We think the express terms of the second mortgage were such as to preserve the lien of the first mortgage for the benefit of the bondholders who should receive bonds under the second mortgage in exchange for bonds
The acceptance of bonds issued under the second mortgage in substitution for bonds issued under the first mortgage worked a cancellation of the lien of the first mortgage, because that was one of the terms of the agreement between the parties to the transaction under which the bonds were exchanged. There was no such agreement in the
To same effect is Fidelity Insurance, Trust & Safe Deposit Co. v. Shenandoah Val. R. Co., 86 Va. 1, 9 S.E. 759, 19 Am.St.Rep. 858.

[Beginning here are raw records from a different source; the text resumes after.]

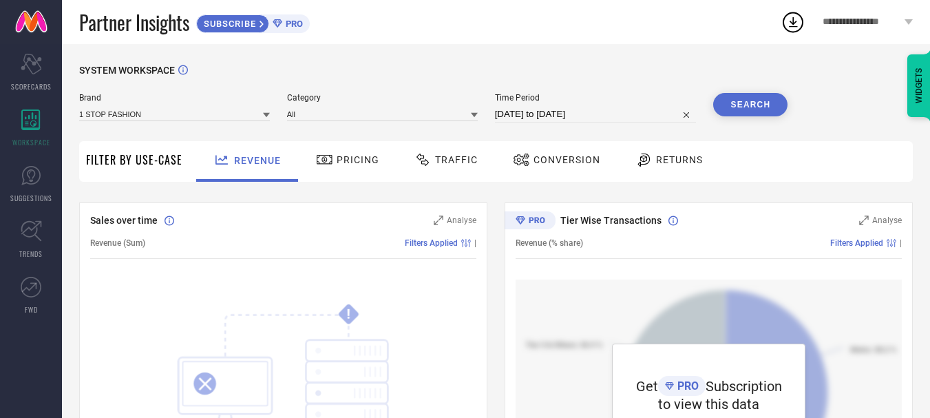 The image size is (930, 418). What do you see at coordinates (751, 105) in the screenshot?
I see `button: Search` at bounding box center [751, 105].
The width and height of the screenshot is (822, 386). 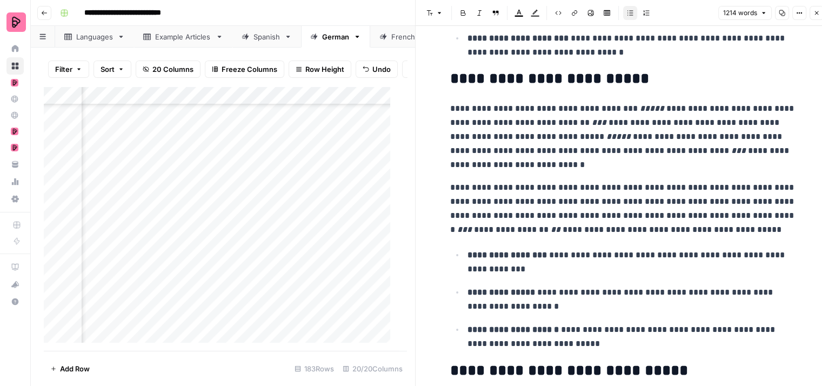 What do you see at coordinates (69, 69) in the screenshot?
I see `button: Filter` at bounding box center [69, 69].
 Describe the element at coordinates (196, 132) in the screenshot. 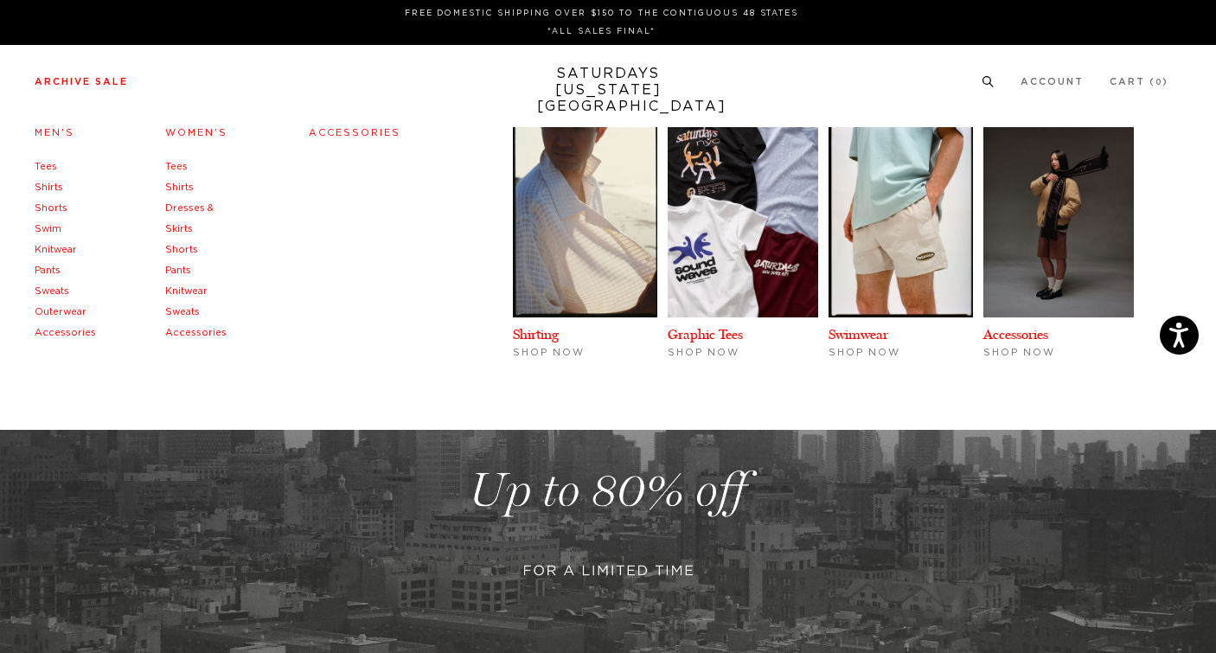

I see `a: Women's` at that location.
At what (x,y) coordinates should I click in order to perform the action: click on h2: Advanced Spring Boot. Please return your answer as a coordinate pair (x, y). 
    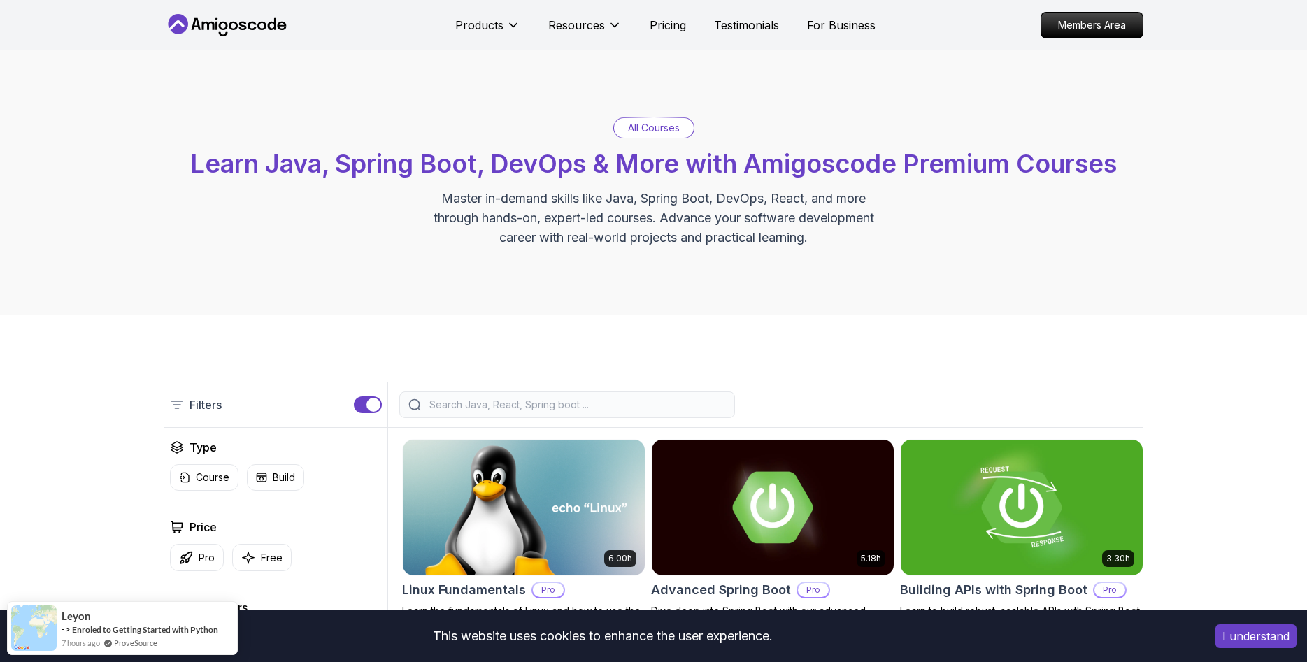
    Looking at the image, I should click on (721, 590).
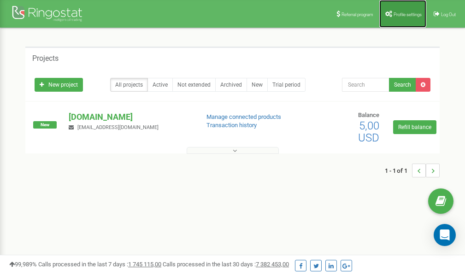  I want to click on a: Transaction history, so click(232, 125).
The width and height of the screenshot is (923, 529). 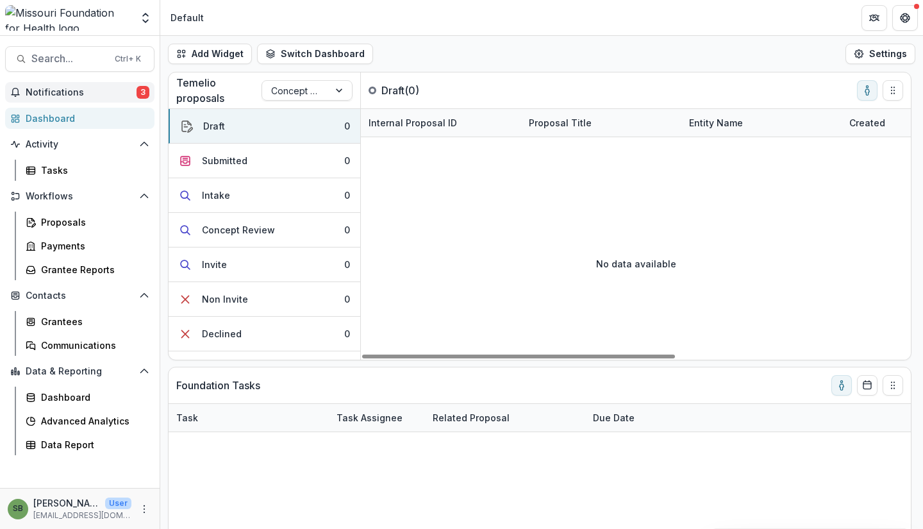 I want to click on button: Declined0, so click(x=264, y=334).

The equitable jurisdiction of a court of equity is not, however, limited to granting relief to a bondholder under a second mortgage against the claim of an intervening lien when there is some agreement or other- evidence of an intention to continue the prior lien for the benefit of the holders of the second mortgage. The court may grant relief by way of subrogation when the prior lien has been surrendered and canceled in ignorance of the existence of the intervening lien, or where by reason of any other fact it would be manifestly inequitable to admit the claim of the intervening lien to a priority. In such case the holder of the second lien is deemed in equity to have succeeded to the right of the prior lien by an equitable assignment.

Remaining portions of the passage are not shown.